As America remained effectively shut down for the last week, federal, state, and local officials continued to tighten the vice on workers and businesses almost daily.
Texas Gov. Greg Abbott said Sunday he would “applaud” local officials who adopt “shelter-in-place” orders akin to those California and New York have adopted to combat the coronavirus threat. Indications are that this lockdown could continue for as long as three months, shuttering much of the American economy.
The economic and human costs of job losses and bankruptcies caused by this policy will exceed what most Americans can imagine. Data points to an apocalyptic surge in initial unemployment claims from 281,000 to 2.25 million in only a week, more than three times the previous one-week record of 695,000 (1982). The president of the St. Louis Federal Reserve bank predicts 30 percent unemployment. Goldman Sachs is projecting GDP loss for the second quarter to be 24 percent. To put those numbers in perspective, during the Great Depression, the highest unemployment rate was 24.9 percent, and the largest annual GDP loss was 12.9 percent.
The potential human cost is immense. Tens of millions of Americans who were small business owners, college graduates working their first job to pay off student loan debt, or just trying to make ends meet will struggle to keep their home or find their next meal. Government relief efforts will cause inflation that will eviscerate retirement savings. Millions of parents will be deprived of the ability to care for and feed their children.
Even if the most pessimistic forecasts of the virus’ effects are correct, this is not an acceptable or sustainable solution. It is akin to burning your house down to fight a termite infestation. What’s worse is that policymakers do not even have the data necessary to make an informed decision.
The justification for an extended shutdown is predicated on statistical modeling of scenarios predicting the effects of the virus and its spread. But models are only as good as the data and assumptions upon which they are based. The current death and hospitalization rates are based upon identified cases. The numerator in these formulas is apparent: patients who are experiencing serious symptoms present for medical care and those who die can be counted. But mild or asymptomatic cases will likely go uncounted, and we simply do not know how many of these exist.
John P.A. Ioannidis, a professor of medicine, epidemiology, population health, biomedical data science, and statistics at Stanford University called the U.S. government response “a fiasco in the making,” stating that “[t]he data collected so far on how many people are infected and how the epidemic is evolving are utterly unreliable.”
Ioannidis pointed specifically to the selection bias in over-counting severe cases and the lack of a randomly tested sample. He analyzed data from the only situation where an entire, closed population was tested—the Diamond Princess cruise ship and its quarantine passengers—to more accurately estimate the virus threat.
The Diamond Princess had a case fatality rate (CFR) of 1 percent. But this was a largely elderly population, in which the death rate from the coronavirus is much higher. Adjusting the Diamond Princess mortality rate to the age structure of the U.S. population, and adjusting further to account for the risk that some passengers could die later and that tourists may have different frequencies of chronic diseases than the general population, he estimated CFR in the general U.S. population to be between 0.05 and 1 percent—a best-case scenario comparable to the seasonal flu with a worst-case scenario well below the current 1.5 percent U.S. CFR including only confirmed positives as the denominator.
Our pandemic data modeling has been wrong before. In 2008-10, H1N1 swept through North America and was declared a pandemic by the World Health Organization (WHO). Early data indicated it could be a threat as severe as coronavirus.
A July 9, 2009, WHO report shows a worst-case estimated CFR of 1.5 percent, which is exactly the U.S. CFR as of March 19 for the Wuhan coronavirus. Other studies estimated nearly 1 percent CFR for H1N1. Hospitals were reported as being “pushed to their limits,” and healthy adults in their 30s and 40s were spending months in ICU. Models predicted the healthcare system could be overwhelmed. A .02 percent CFR for H1N1 wasn’t determined until years later when serological studies sampling the proportion of the population that developed antibodies to the virus were conducted and found that many mild and asymptomatic cases were not being counted. It would be negligent not to at least consider the possibility we are making the same mistake again.
Policymakers can address the coronavirus threat in a manner that better takes into account the risks posed by the virus and the costs and benefits of the proposed solutions.
First, we should dedicate resources to obtain random sample testing from affected areas and work toward developing a serological test to better assess virus risk and the propriety of mitigation measures.
Second, we can emulate steps taken in South Korea proven to suppress the spread of the virus while keeping the economy moving: ensure widespread testing, focus quarantines on the sick and at-risk populations, and establish rules for social behavior.
Third, we should ensure an adequate supply and remove legal barriers to the use of hydroxychloroquine, which looks to be a promising treatment to lessen the spread, duration, and severity of illness.
Our government need not create one disaster to address another. With a sound policy going forward, we can overcome the coronavirus threat without engaging in economic self-immolation.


» TASK OBJECTIVE: What is needed is an exact transcription of the line containing "Identify woman location as a bounding box." and every line after it through the end of the entries below, with no pictures.
### DATA
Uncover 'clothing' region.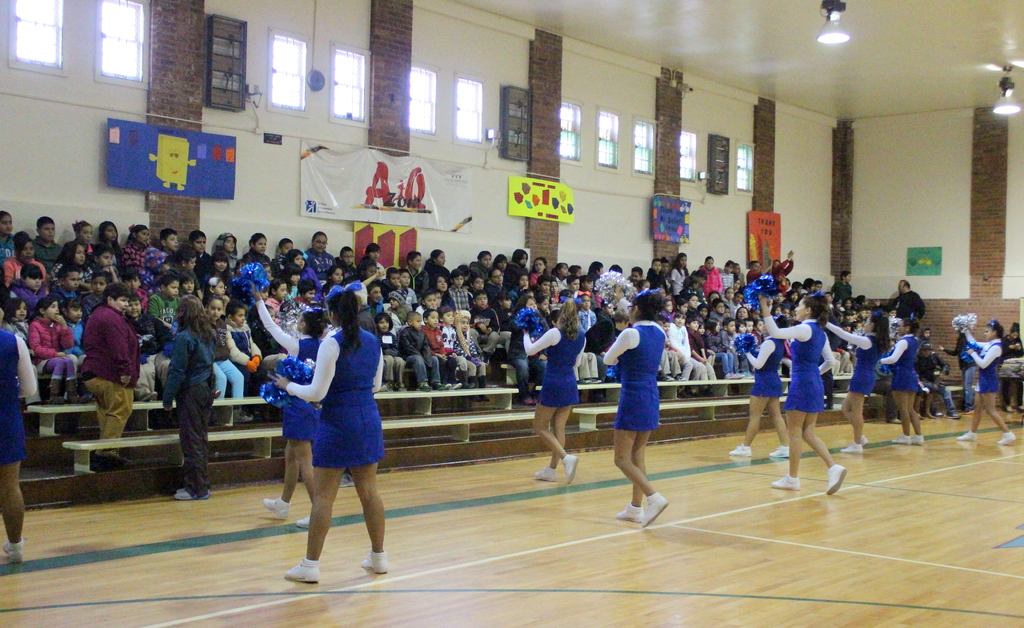
Uncovered: locate(521, 324, 591, 409).
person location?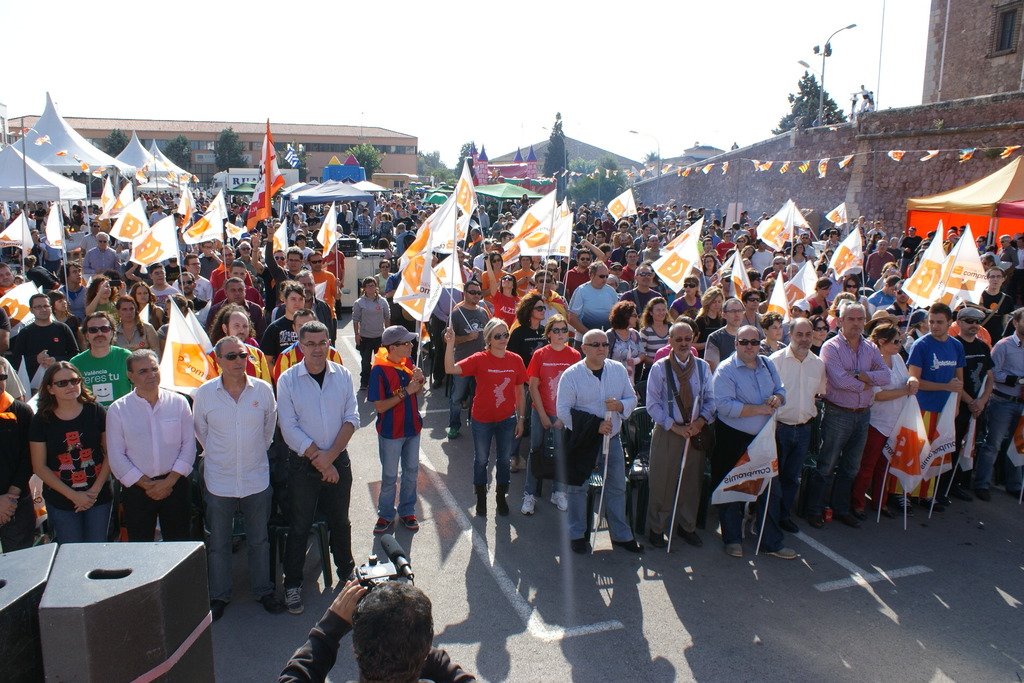
rect(527, 267, 566, 328)
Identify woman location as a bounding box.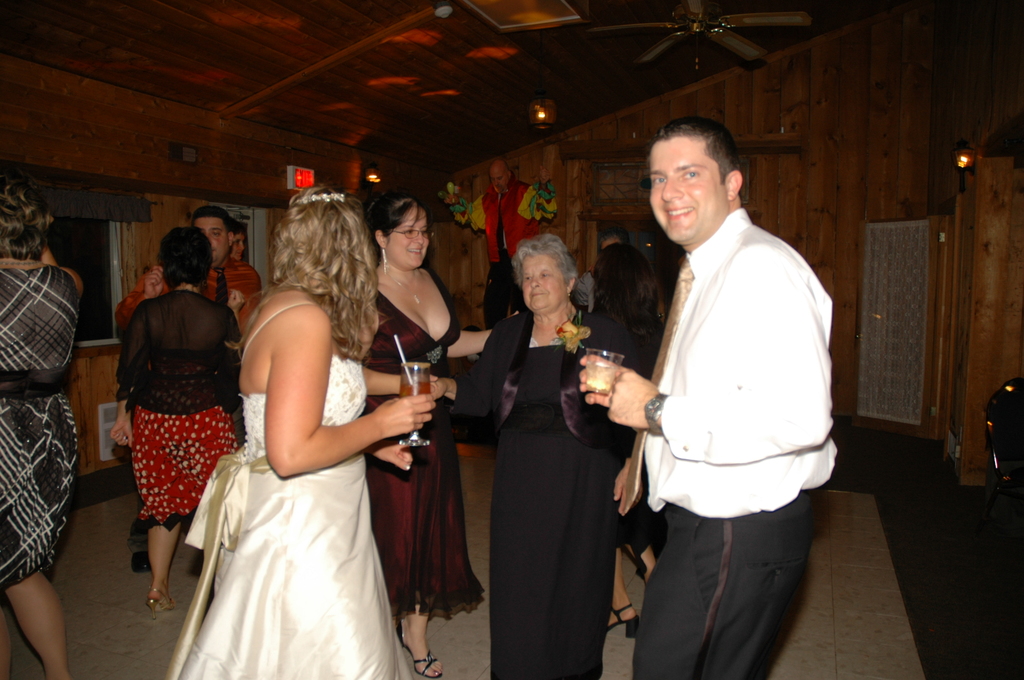
<region>575, 239, 664, 640</region>.
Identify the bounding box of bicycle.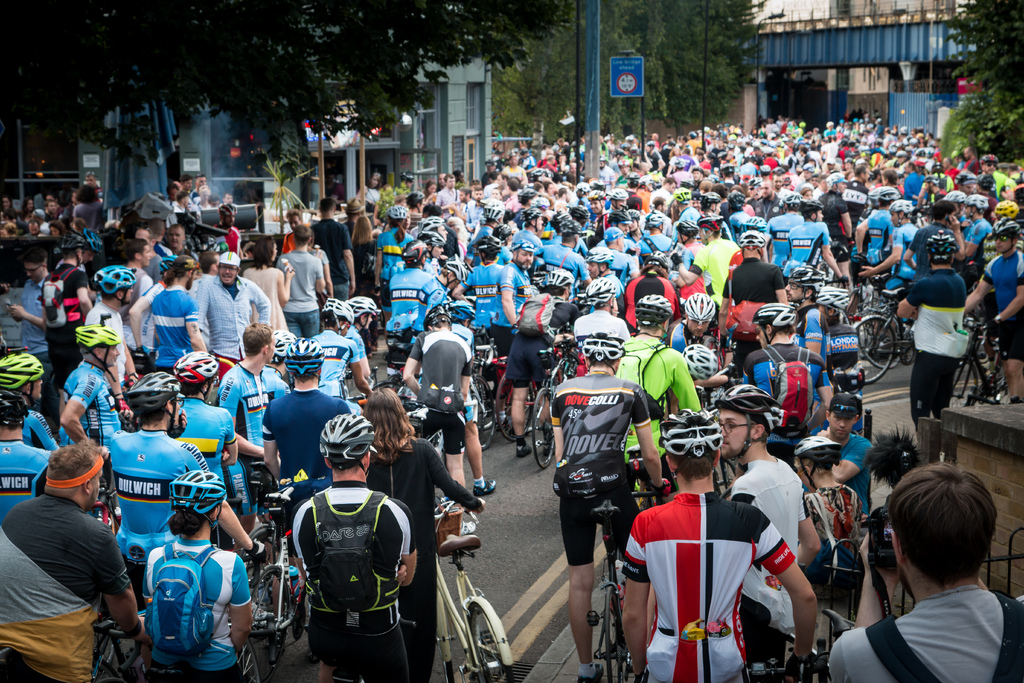
342:363:404:404.
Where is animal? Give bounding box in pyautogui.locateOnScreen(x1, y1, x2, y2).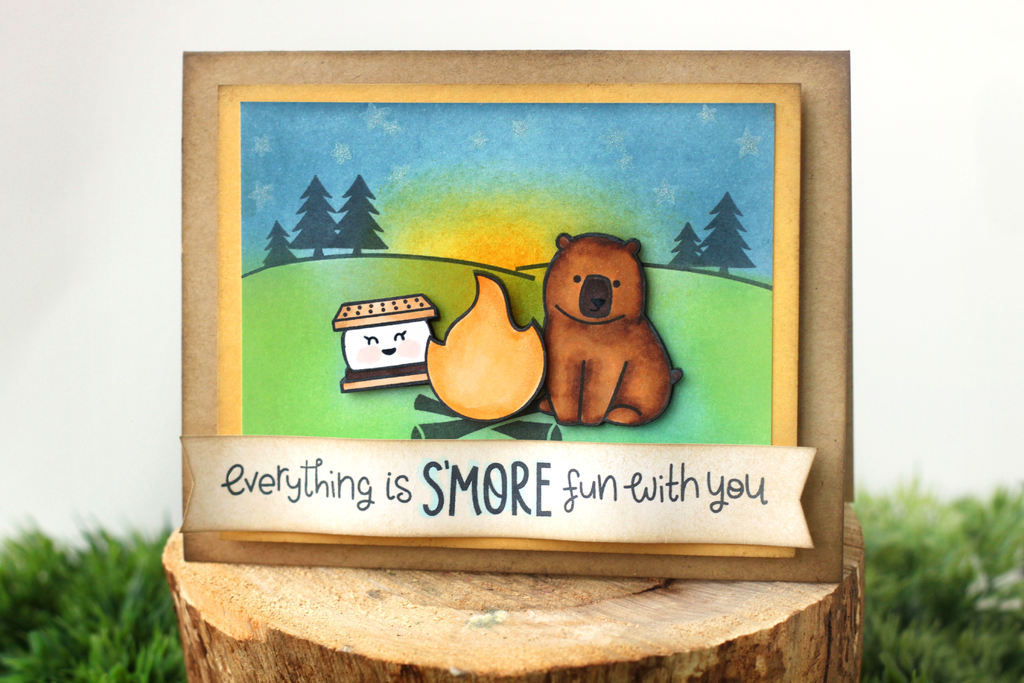
pyautogui.locateOnScreen(537, 230, 685, 429).
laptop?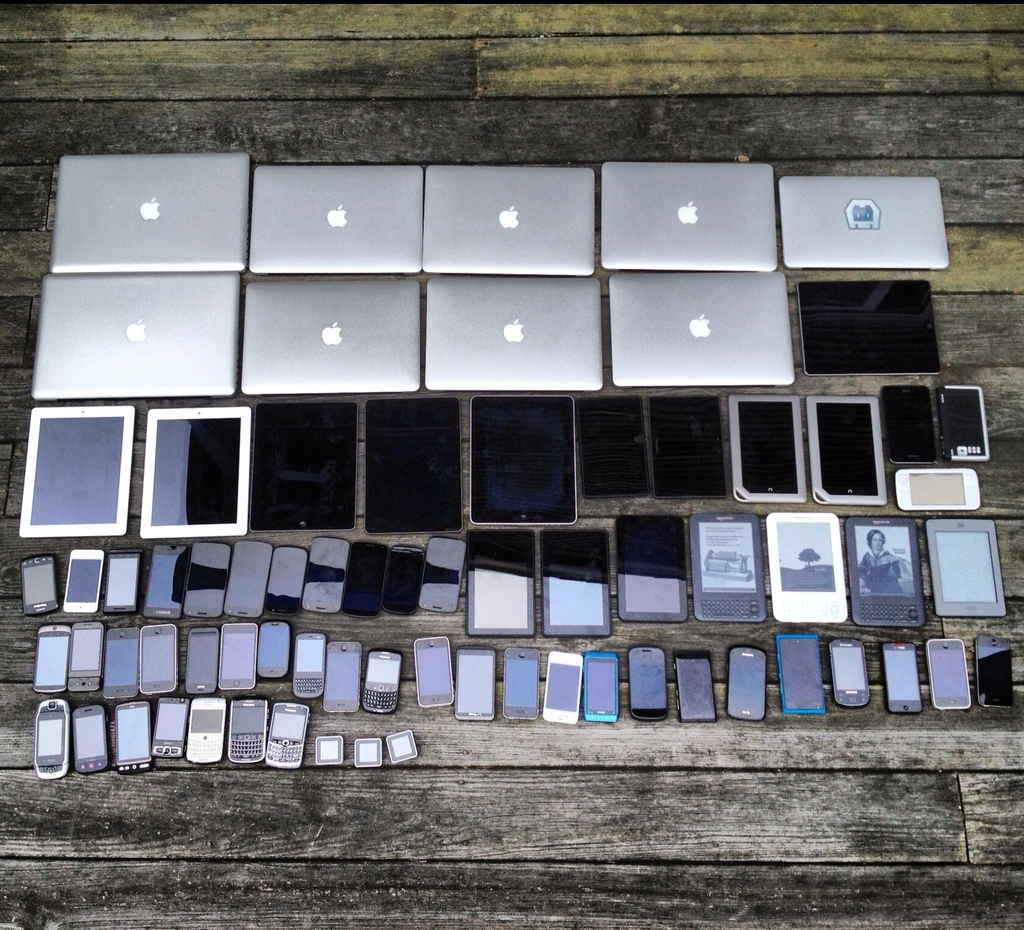
bbox(32, 276, 237, 397)
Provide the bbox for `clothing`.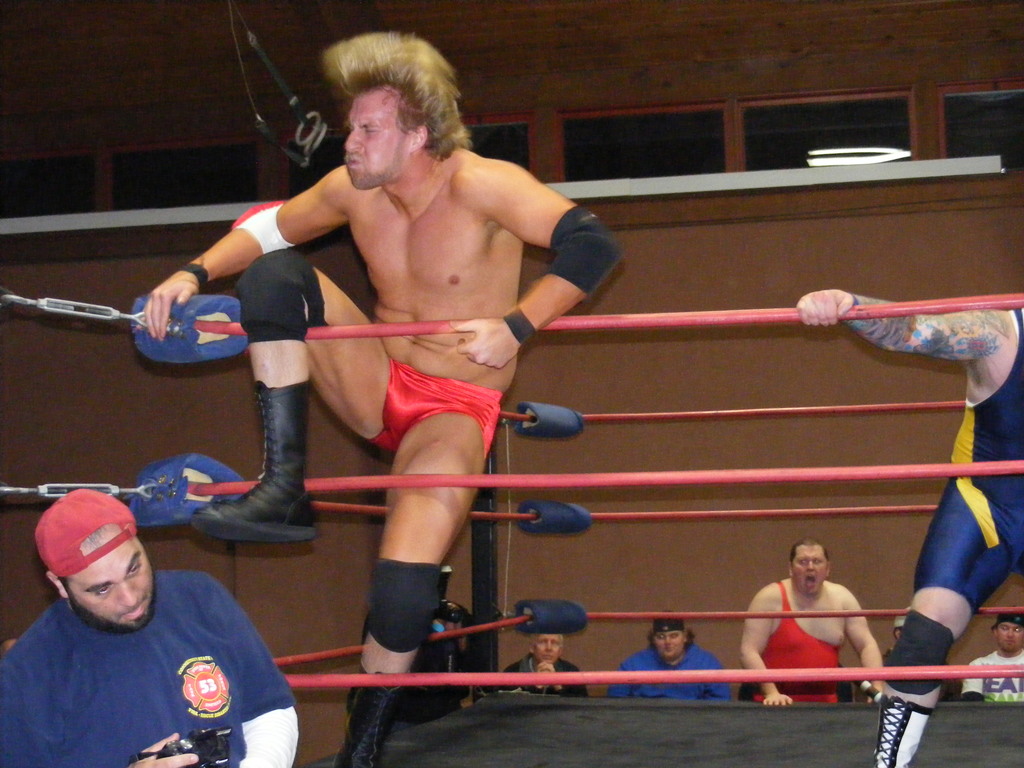
detection(609, 644, 732, 705).
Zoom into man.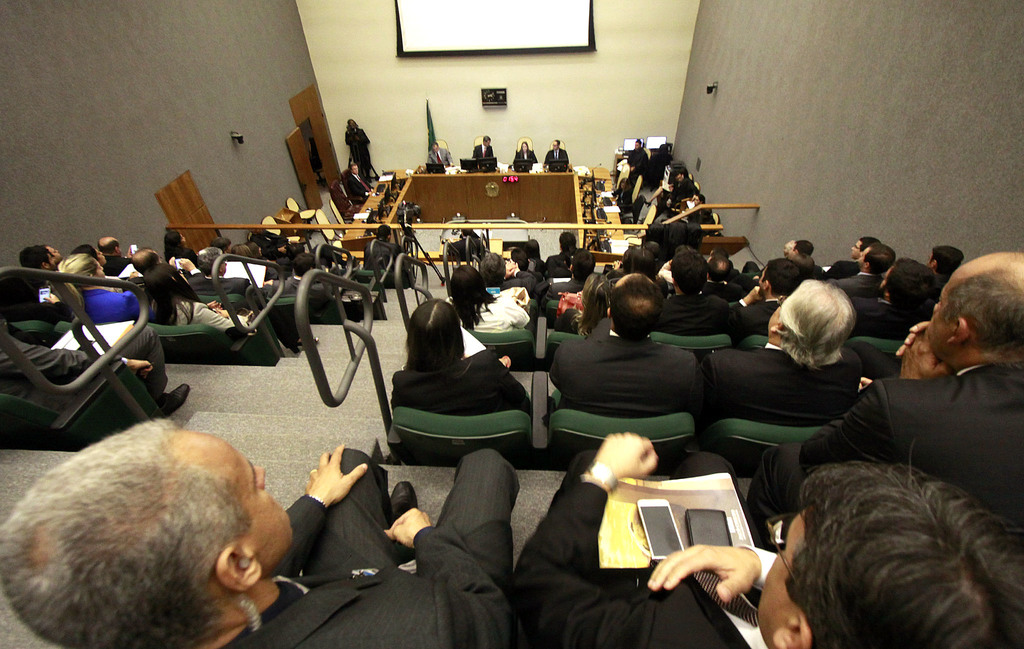
Zoom target: 927, 244, 963, 298.
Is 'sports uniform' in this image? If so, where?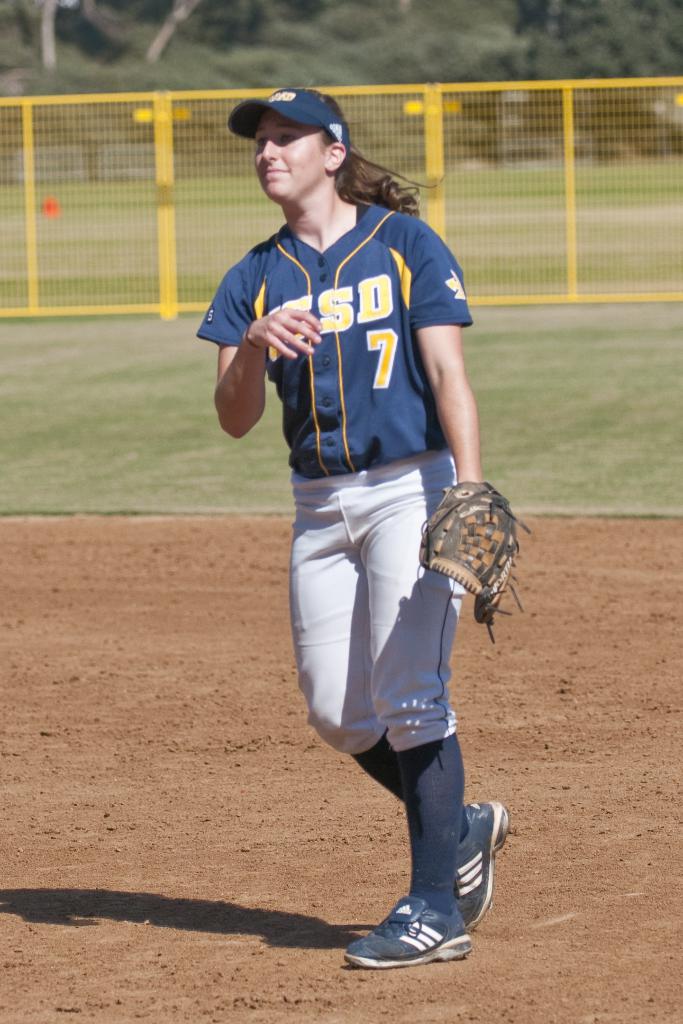
Yes, at [left=186, top=87, right=520, bottom=961].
######
» ANSWER BELOW:
Identify woman location as a bounding box.
<region>575, 239, 664, 640</region>.
Identify the bounding box of bicycle.
342:363:404:404.
Where is animal? Give bounding box in pyautogui.locateOnScreen(x1, y1, x2, y2).
pyautogui.locateOnScreen(537, 230, 685, 429).
laptop?
bbox(32, 276, 237, 397)
Provide the bbox for `clothing`.
detection(609, 644, 732, 705).
Zoom into man.
Zoom target: 927, 244, 963, 298.
Is 'sports uniform' in this image? If so, where?
Yes, at [left=186, top=87, right=520, bottom=961].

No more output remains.